Sallustio Peruzzi, a humanist and architect, son of the other famous architect Baldassarre Peruzzi, wrote in the 16th century that it was allegedly founded by Romulus (“hoc sacellum ordinatum fuit a Romolo“), who in the archaic age would have established the confraternity. It has been identified as a building with a podium (basement) with four columns at the corners and stairs for access. Since there were no walls connecting the columns, the interior would have been visible, showing a simulacrum (statue) and seats for the brothers (triclinia). According to Peruzzi, it was the place intended for the blessing of grain and fields (“ad benedicendum granum et agrum“).
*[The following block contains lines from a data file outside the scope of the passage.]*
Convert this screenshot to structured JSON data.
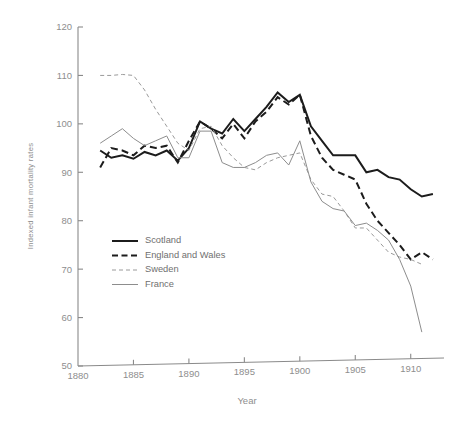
{
  "chart_data": {
    "type": "line",
    "title": "",
    "xlabel": "Year",
    "ylabel": "Indexed infant mortality rates",
    "xlim": [
      1880,
      1913
    ],
    "ylim": [
      50,
      120
    ],
    "xticks": [
      1880,
      1885,
      1890,
      1895,
      1900,
      1905,
      1910
    ],
    "yticks": [
      50,
      60,
      70,
      80,
      90,
      100,
      110,
      120
    ],
    "grid": false,
    "legend_position": "center-left",
    "series": [
      {
        "name": "Scotland",
        "style": "thick-solid",
        "color": "#1c1c1c",
        "x": [
          1882,
          1883,
          1884,
          1885,
          1886,
          1887,
          1888,
          1889,
          1890,
          1891,
          1892,
          1893,
          1894,
          1895,
          1896,
          1897,
          1898,
          1899,
          1900,
          1901,
          1902,
          1903,
          1904,
          1905,
          1906,
          1907,
          1908,
          1909,
          1910,
          1911,
          1912
        ],
        "values": [
          94.5,
          93.0,
          93.5,
          92.8,
          94.2,
          93.5,
          94.5,
          92.4,
          95.0,
          100.5,
          99.0,
          98.0,
          101.0,
          98.5,
          101.0,
          103.5,
          106.5,
          104.5,
          106.0,
          99.5,
          96.5,
          93.5,
          93.5,
          93.5,
          90.0,
          90.5,
          89.0,
          88.5,
          86.5,
          85.0,
          85.5
        ]
      },
      {
        "name": "England and Wales",
        "style": "thick-dashed",
        "color": "#1c1c1c",
        "x": [
          1882,
          1883,
          1884,
          1885,
          1886,
          1887,
          1888,
          1889,
          1890,
          1891,
          1892,
          1893,
          1894,
          1895,
          1896,
          1897,
          1898,
          1899,
          1900,
          1901,
          1902,
          1903,
          1904,
          1905,
          1906,
          1907,
          1908,
          1909,
          1910,
          1911,
          1912
        ],
        "values": [
          91.0,
          95.0,
          94.5,
          93.5,
          95.5,
          95.0,
          95.5,
          92.0,
          96.5,
          100.5,
          99.0,
          97.0,
          100.0,
          97.0,
          100.5,
          102.5,
          105.5,
          104.0,
          106.0,
          97.5,
          93.0,
          90.5,
          89.5,
          88.5,
          83.5,
          80.0,
          77.5,
          75.0,
          72.0,
          73.5,
          72.0
        ]
      },
      {
        "name": "Sweden",
        "style": "thin-dashed",
        "color": "#9a9a9a",
        "x": [
          1882,
          1883,
          1884,
          1885,
          1886,
          1887,
          1888,
          1889,
          1890,
          1891,
          1892,
          1893,
          1894,
          1895,
          1896,
          1897,
          1898,
          1899,
          1900,
          1901,
          1902,
          1903,
          1904,
          1905,
          1906,
          1907,
          1908,
          1909,
          1910,
          1911
        ],
        "values": [
          110.0,
          110.0,
          110.2,
          110.0,
          107.0,
          103.0,
          99.5,
          96.0,
          94.5,
          99.0,
          99.5,
          95.5,
          93.0,
          91.0,
          90.5,
          92.0,
          93.0,
          93.5,
          94.0,
          88.5,
          85.5,
          85.0,
          82.0,
          78.5,
          78.5,
          76.0,
          73.5,
          72.5,
          72.0,
          71.0
        ]
      },
      {
        "name": "France",
        "style": "thin-solid",
        "color": "#8d8d8d",
        "x": [
          1882,
          1883,
          1884,
          1885,
          1886,
          1887,
          1888,
          1889,
          1890,
          1891,
          1892,
          1893,
          1894,
          1895,
          1896,
          1897,
          1898,
          1899,
          1900,
          1901,
          1902,
          1903,
          1904,
          1905,
          1906,
          1907,
          1908,
          1909,
          1910,
          1911
        ],
        "values": [
          96.0,
          97.5,
          99.0,
          97.0,
          95.5,
          96.5,
          97.5,
          93.0,
          93.0,
          98.5,
          98.5,
          92.0,
          91.0,
          91.0,
          92.0,
          93.5,
          94.0,
          91.5,
          96.5,
          88.0,
          84.0,
          82.5,
          82.0,
          79.0,
          79.5,
          78.0,
          76.0,
          72.0,
          66.5,
          57.0
        ]
      }
    ]
  },
  "legend": {
    "items": [
      {
        "label": "Scotland"
      },
      {
        "label": "England and Wales"
      },
      {
        "label": "Sweden"
      },
      {
        "label": "France"
      }
    ]
  },
  "axis": {
    "x_title": "Year",
    "y_title": "Indexed infant mortality rates",
    "x_tick_labels": [
      "1880",
      "1885",
      "1890",
      "1895",
      "1900",
      "1905",
      "1910"
    ],
    "y_tick_labels": [
      "50",
      "60",
      "70",
      "80",
      "90",
      "100",
      "110",
      "120"
    ]
  },
  "colors": {
    "axis": "#8a8a8a",
    "tick_text": "#8e8e8e",
    "dark_series": "#1c1c1c",
    "light_series": "#8d8d8d"
  }
}
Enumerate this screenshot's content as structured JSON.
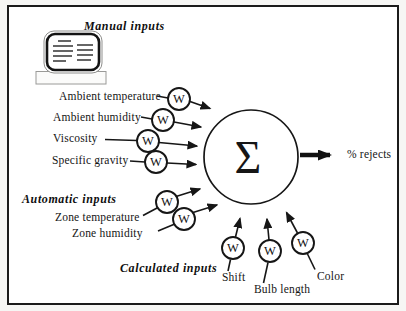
{
  "diagram": {
    "manual": {
      "title": "Manual inputs",
      "items": [
        "Ambient temperature",
        "Ambient humidity",
        "Viscosity",
        "Specific gravity"
      ]
    },
    "automatic": {
      "title": "Automatic inputs",
      "items": [
        "Zone temperature",
        "Zone humidity"
      ]
    },
    "calculated": {
      "title": "Calculated inputs",
      "items": [
        "Shift",
        "Bulb length",
        "Color"
      ]
    },
    "weight": "W",
    "sum": "Σ",
    "output": "% rejects",
    "icons": {
      "manual_source": "computer-terminal-icon"
    },
    "colors": {
      "ink": "#161616",
      "background": "#ffffff",
      "frame": "#1b1b1b"
    }
  }
}
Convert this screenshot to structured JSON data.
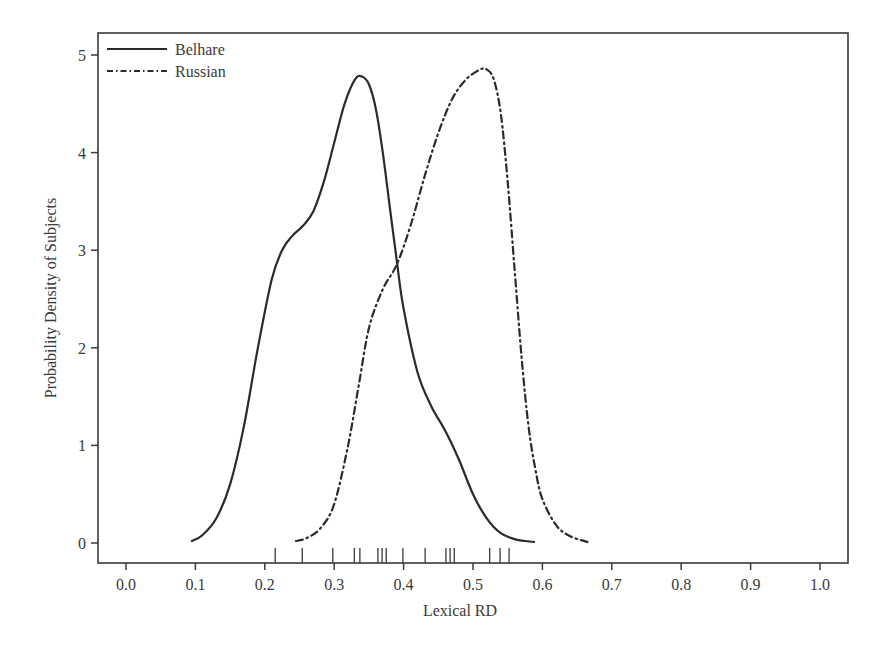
{
  "chart_data": {
    "type": "line",
    "subtype": "kernel-density-with-rug",
    "title": "",
    "xlabel": "Lexical RD",
    "ylabel": "Probability Density of Subjects",
    "xlim": [
      -0.03,
      1.03
    ],
    "ylim": [
      -0.2,
      5.2
    ],
    "xticks": [
      0.0,
      0.1,
      0.2,
      0.3,
      0.4,
      0.5,
      0.6,
      0.7,
      0.8,
      0.9,
      1.0
    ],
    "xtick_labels": [
      "0.0",
      "0.1",
      "0.2",
      "0.3",
      "0.4",
      "0.5",
      "0.6",
      "0.7",
      "0.8",
      "0.9",
      "1.0"
    ],
    "yticks": [
      0,
      1,
      2,
      3,
      4,
      5
    ],
    "ytick_labels": [
      "0",
      "1",
      "2",
      "3",
      "4",
      "5"
    ],
    "grid": false,
    "legend_position": "top-left",
    "series": [
      {
        "name": "Belhare",
        "style": "solid",
        "color": "#2b2b2b",
        "x": [
          0.095,
          0.11,
          0.13,
          0.15,
          0.17,
          0.19,
          0.21,
          0.225,
          0.24,
          0.255,
          0.27,
          0.285,
          0.3,
          0.315,
          0.33,
          0.34,
          0.35,
          0.36,
          0.37,
          0.38,
          0.39,
          0.4,
          0.42,
          0.44,
          0.46,
          0.48,
          0.5,
          0.52,
          0.54,
          0.56,
          0.575,
          0.588
        ],
        "y": [
          0.02,
          0.08,
          0.25,
          0.6,
          1.2,
          2.0,
          2.7,
          3.0,
          3.15,
          3.25,
          3.4,
          3.7,
          4.1,
          4.5,
          4.75,
          4.78,
          4.7,
          4.45,
          4.0,
          3.45,
          2.9,
          2.4,
          1.75,
          1.4,
          1.15,
          0.85,
          0.5,
          0.25,
          0.1,
          0.04,
          0.02,
          0.01
        ]
      },
      {
        "name": "Russian",
        "style": "dashdot",
        "color": "#2b2b2b",
        "x": [
          0.245,
          0.26,
          0.28,
          0.3,
          0.32,
          0.335,
          0.35,
          0.37,
          0.39,
          0.41,
          0.43,
          0.45,
          0.47,
          0.49,
          0.51,
          0.52,
          0.53,
          0.54,
          0.55,
          0.56,
          0.57,
          0.58,
          0.59,
          0.6,
          0.62,
          0.64,
          0.665
        ],
        "y": [
          0.02,
          0.05,
          0.15,
          0.4,
          1.0,
          1.6,
          2.2,
          2.6,
          2.85,
          3.25,
          3.75,
          4.2,
          4.55,
          4.75,
          4.85,
          4.85,
          4.75,
          4.4,
          3.7,
          2.8,
          1.9,
          1.2,
          0.75,
          0.45,
          0.18,
          0.07,
          0.01
        ]
      }
    ],
    "rug": [
      0.215,
      0.254,
      0.298,
      0.329,
      0.337,
      0.363,
      0.369,
      0.375,
      0.399,
      0.431,
      0.461,
      0.467,
      0.473,
      0.524,
      0.539,
      0.552
    ]
  }
}
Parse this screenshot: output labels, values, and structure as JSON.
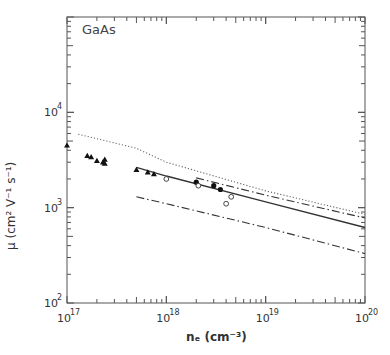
{
  "chart_data": {
    "type": "scatter",
    "title": "GaAs",
    "xlabel": "n_e (cm^-3)",
    "ylabel": "μ (cm^2 V^-1 s^-1)",
    "xscale": "log",
    "yscale": "log",
    "xlim": [
      1e+17,
      1e+20
    ],
    "ylim": [
      100.0,
      100000.0
    ],
    "x_ticks": [
      "10^17",
      "10^18",
      "10^19",
      "10^20"
    ],
    "y_ticks": [
      "10^2",
      "10^3",
      "10^4"
    ],
    "grid": false,
    "legend": null,
    "series": [
      {
        "name": "filled triangles",
        "kind": "points",
        "marker": "triangle-filled",
        "points": [
          [
            1e+17,
            4500
          ],
          [
            1.6e+17,
            3500
          ],
          [
            1.75e+17,
            3400
          ],
          [
            2e+17,
            3100
          ],
          [
            2.3e+17,
            3000
          ],
          [
            2.4e+17,
            2900
          ],
          [
            2.4e+17,
            3200
          ],
          [
            5e+17,
            2500
          ],
          [
            6.5e+17,
            2350
          ],
          [
            7.5e+17,
            2250
          ]
        ]
      },
      {
        "name": "filled circles",
        "kind": "points",
        "marker": "circle-filled",
        "points": [
          [
            2e+18,
            1850
          ],
          [
            3e+18,
            1700
          ],
          [
            3.5e+18,
            1550
          ]
        ]
      },
      {
        "name": "open circles",
        "kind": "points",
        "marker": "circle-open",
        "points": [
          [
            1e+18,
            2000
          ],
          [
            2.1e+18,
            1700
          ],
          [
            4e+18,
            1100
          ],
          [
            4.5e+18,
            1300
          ]
        ]
      },
      {
        "name": "solid line",
        "kind": "line",
        "style": "solid",
        "points": [
          [
            5e+17,
            2650
          ],
          [
            1e+18,
            2150
          ],
          [
            1e+19,
            1150
          ],
          [
            1e+20,
            620
          ]
        ]
      },
      {
        "name": "dotted line",
        "kind": "line",
        "style": "dotted",
        "points": [
          [
            1.3e+17,
            5900
          ],
          [
            5e+17,
            4200
          ],
          [
            1e+18,
            3000
          ],
          [
            1e+19,
            1500
          ],
          [
            1e+20,
            850
          ]
        ]
      },
      {
        "name": "dash-dot upper",
        "kind": "line",
        "style": "dashdot",
        "points": [
          [
            2e+18,
            2050
          ],
          [
            1e+19,
            1350
          ],
          [
            1e+20,
            780
          ]
        ]
      },
      {
        "name": "dash-dot lower",
        "kind": "line",
        "style": "dashdot",
        "points": [
          [
            5e+17,
            1300
          ],
          [
            1e+18,
            1100
          ],
          [
            1e+19,
            620
          ],
          [
            1e+20,
            330
          ]
        ]
      }
    ]
  },
  "labels": {
    "title": "GaAs",
    "ylabel": "μ (cm² V⁻¹ s⁻¹)",
    "xlabel": "nₑ (cm⁻³)",
    "x_ticks": [
      "10",
      "10",
      "10",
      "10"
    ],
    "x_exps": [
      "17",
      "18",
      "19",
      "20"
    ],
    "y_ticks": [
      "10",
      "10",
      "10"
    ],
    "y_exps": [
      "2",
      "3",
      "4"
    ]
  }
}
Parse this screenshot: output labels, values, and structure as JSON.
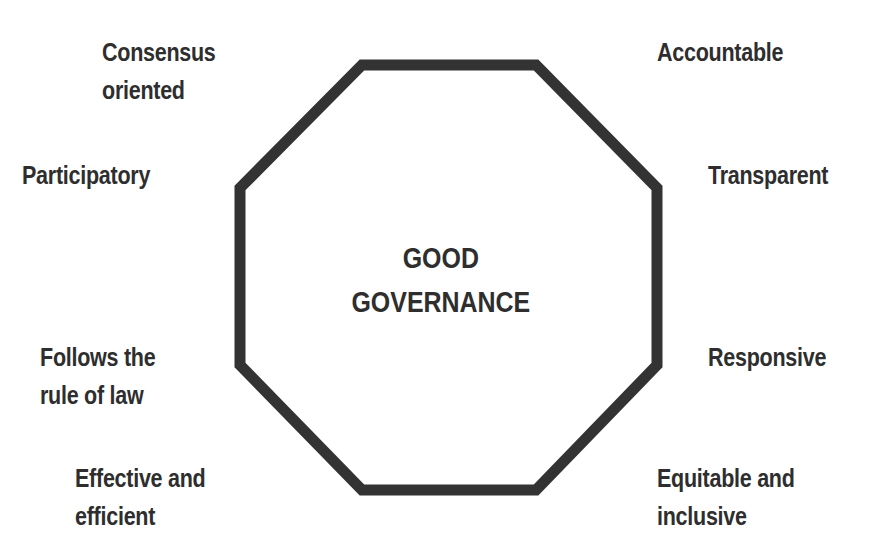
{
  "diagram": {
    "title_lines": [
      "GOOD",
      "GOVERNANCE"
    ],
    "shape": "octagon",
    "stroke_color": "#333333",
    "text_color": "#2e2e2e",
    "characteristics": [
      {
        "id": "consensus",
        "lines": [
          "Consensus",
          "oriented"
        ]
      },
      {
        "id": "accountable",
        "lines": [
          "Accountable"
        ]
      },
      {
        "id": "participatory",
        "lines": [
          "Participatory"
        ]
      },
      {
        "id": "transparent",
        "lines": [
          "Transparent"
        ]
      },
      {
        "id": "rule-of-law",
        "lines": [
          "Follows the",
          "rule of law"
        ]
      },
      {
        "id": "responsive",
        "lines": [
          "Responsive"
        ]
      },
      {
        "id": "effective",
        "lines": [
          "Effective and",
          "efficient"
        ]
      },
      {
        "id": "equitable",
        "lines": [
          "Equitable and",
          "inclusive"
        ]
      }
    ]
  }
}
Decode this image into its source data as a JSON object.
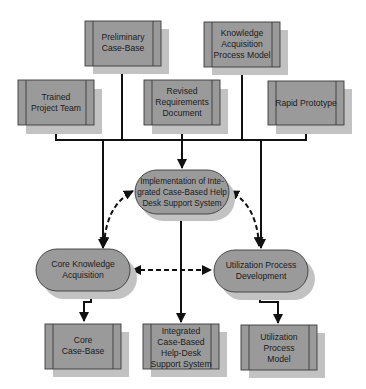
{
  "diagram": {
    "type": "process-flow",
    "colors": {
      "node_fill": "#9a9a9a",
      "node_shadow": "#c2c2c2",
      "node_border": "#3a3a3a",
      "connector": "#111111",
      "background": "#ffffff"
    },
    "input_boxes": [
      {
        "id": "preliminary-case-base",
        "lines": [
          "Preliminary",
          "Case-Base"
        ]
      },
      {
        "id": "knowledge-acquisition-process-model",
        "lines": [
          "Knowledge",
          "Acquisition",
          "Process Model"
        ]
      },
      {
        "id": "trained-project-team",
        "lines": [
          "Trained",
          "Project Team"
        ]
      },
      {
        "id": "revised-requirements-document",
        "lines": [
          "Revised",
          "Requirements",
          "Document"
        ]
      },
      {
        "id": "rapid-prototype",
        "lines": [
          "Rapid Prototype"
        ]
      }
    ],
    "process_ovals": [
      {
        "id": "implementation",
        "lines": [
          "Implementation of  Inte-",
          "grated Case-Based Help",
          "Desk Support System"
        ]
      },
      {
        "id": "core-knowledge-acquisition",
        "lines": [
          "Core Knowledge",
          "Acquisition"
        ]
      },
      {
        "id": "utilization-process-development",
        "lines": [
          "Utilization Process",
          "Development"
        ]
      }
    ],
    "output_boxes": [
      {
        "id": "core-case-base",
        "lines": [
          "Core",
          "Case-Base"
        ]
      },
      {
        "id": "integrated-help-desk",
        "lines": [
          "Integrated",
          "Case-Based",
          "Help-Desk",
          "Support System"
        ]
      },
      {
        "id": "utilization-process-model",
        "lines": [
          "Utilization",
          "Process",
          "Model"
        ]
      }
    ],
    "edges": [
      {
        "from": "all-inputs",
        "to": "implementation",
        "style": "solid"
      },
      {
        "from": "all-inputs",
        "to": "core-knowledge-acquisition",
        "style": "solid"
      },
      {
        "from": "all-inputs",
        "to": "utilization-process-development",
        "style": "solid"
      },
      {
        "from": "core-knowledge-acquisition",
        "to": "implementation",
        "style": "dashed",
        "bidirectional": true
      },
      {
        "from": "utilization-process-development",
        "to": "implementation",
        "style": "dashed",
        "bidirectional": true
      },
      {
        "from": "core-knowledge-acquisition",
        "to": "utilization-process-development",
        "style": "dashed",
        "bidirectional": true
      },
      {
        "from": "core-knowledge-acquisition",
        "to": "core-case-base",
        "style": "solid"
      },
      {
        "from": "implementation",
        "to": "integrated-help-desk",
        "style": "solid"
      },
      {
        "from": "utilization-process-development",
        "to": "utilization-process-model",
        "style": "solid"
      }
    ]
  }
}
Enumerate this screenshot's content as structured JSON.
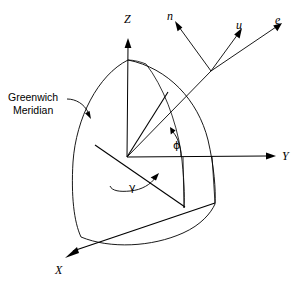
{
  "figure": {
    "kind": "3d-geocentric-coordinate-diagram",
    "background_color": "#ffffff",
    "stroke_color": "#000000",
    "width": 306,
    "height": 287
  },
  "axes": [
    {
      "id": "z",
      "label": "Z",
      "label_x": 124,
      "label_y": 13,
      "direction": "up"
    },
    {
      "id": "y",
      "label": "Y",
      "label_x": 282,
      "label_y": 150,
      "direction": "right"
    },
    {
      "id": "x",
      "label": "X",
      "label_x": 55,
      "label_y": 264,
      "direction": "down-left"
    }
  ],
  "local_frame_vectors": [
    {
      "id": "n",
      "label": "n",
      "label_x": 167,
      "label_y": 10,
      "description": "north unit vector"
    },
    {
      "id": "u",
      "label": "u",
      "label_x": 236,
      "label_y": 19,
      "description": "up unit vector"
    },
    {
      "id": "e",
      "label": "e",
      "label_x": 275,
      "label_y": 14,
      "description": "east unit vector"
    }
  ],
  "angles": [
    {
      "id": "phi",
      "label": "ϕ",
      "label_x": 173,
      "label_y": 140,
      "description": "latitude angle phi"
    },
    {
      "id": "gamma",
      "label": "γ",
      "label_x": 129,
      "label_y": 182,
      "description": "longitude angle gamma"
    }
  ],
  "annotations": [
    {
      "id": "greenwich-meridian",
      "line1": "Greenwich",
      "line2": "Meridian",
      "x": 8,
      "y": 91,
      "description": "callout pointing to the left meridian arc"
    }
  ]
}
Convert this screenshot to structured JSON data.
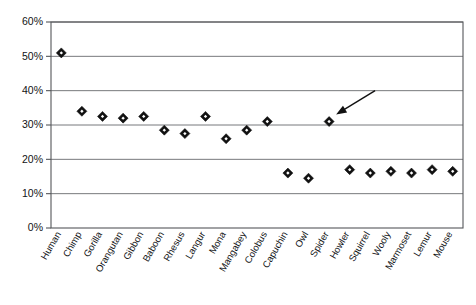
{
  "chart_data": {
    "type": "scatter",
    "title": "",
    "subtitle": "",
    "xlabel": "",
    "ylabel": "",
    "ylim": [
      0,
      60
    ],
    "y_tick_labels": [
      "0%",
      "10%",
      "20%",
      "30%",
      "40%",
      "50%",
      "60%"
    ],
    "y_ticks": [
      0,
      10,
      20,
      30,
      40,
      50,
      60
    ],
    "grid": "horizontal",
    "legend": "none",
    "categories": [
      "Human",
      "Chimp",
      "Gorilla",
      "Orangutan",
      "Gibbon",
      "Baboon",
      "Rhesus",
      "Langur",
      "Mona",
      "Mangabey",
      "Colobus",
      "Capuchin",
      "Owl",
      "Spider",
      "Howler",
      "Squirrel",
      "Wooly",
      "Marmoset",
      "Lemur",
      "Mouse"
    ],
    "values": [
      51,
      34,
      32.5,
      32,
      32.5,
      28.5,
      27.5,
      32.5,
      26,
      28.5,
      31,
      16,
      14.5,
      31,
      17,
      16,
      16.5,
      16,
      17,
      16.5
    ],
    "annotations": [
      {
        "type": "arrow",
        "target_category": "Spider",
        "target_value": 31,
        "label": ""
      }
    ],
    "marker": {
      "shape": "diamond",
      "fill": "#111111",
      "inner_fill": "#ffffff"
    },
    "colors": {
      "axis": "#55575a",
      "grid": "#77797c",
      "marker": "#111111",
      "background": "#ffffff",
      "text": "#111315"
    },
    "plot_area": {
      "left": 51,
      "top": 22,
      "right": 463,
      "bottom": 228
    }
  }
}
In the recent studies by Broise and Scheid, the function of this type of structure, which had a quadrangular base and corner columns, was investigated: it was to house sacred images and simulacra and to host those taking part in the banquets (epula). Specifically, the Arvals gathered several times in the Tetrastylum of the lucus deae Diae during the second day. After performing the morning rites there, the Arvales would leave it at noon to ascend to the aedes, and would return later to end the festivities, once the sacrifice had been celebrated. The magister would sit there during the morning service, and he and the other fratres would consume the sacrificial banquets in the morning and afternoon there.
The formulas used for this rite in the acta fratrum Arvalium are always very similar: “in tetrastylo consederunt et ex sacrificio epulati sunt” (they sat down in the tetrastylum and banqueted with the animals they sacrificed); “in tetrastylo discumbentes epulati sunt” (reclining in the tetrastylum, they banqueted); “in tetrastylum desciderunt, ibique in triclinio discumbentes ex sacrificio epulati sunt ad magistrum” (they came down into the tetrastylum, and there, leaning on the couches, they banqueted with the animals they sacrificed at the magister’s table); “in cathedris consederunt et epulati sunt” (they sat in chairs and banqueted); “in tetrastylo reversus subsellis consedit” (having returned to the tetrastylum, he sat on the benches); “in tetrastylo subsellis consederunt” (they sat on the benches in the tetrastylum).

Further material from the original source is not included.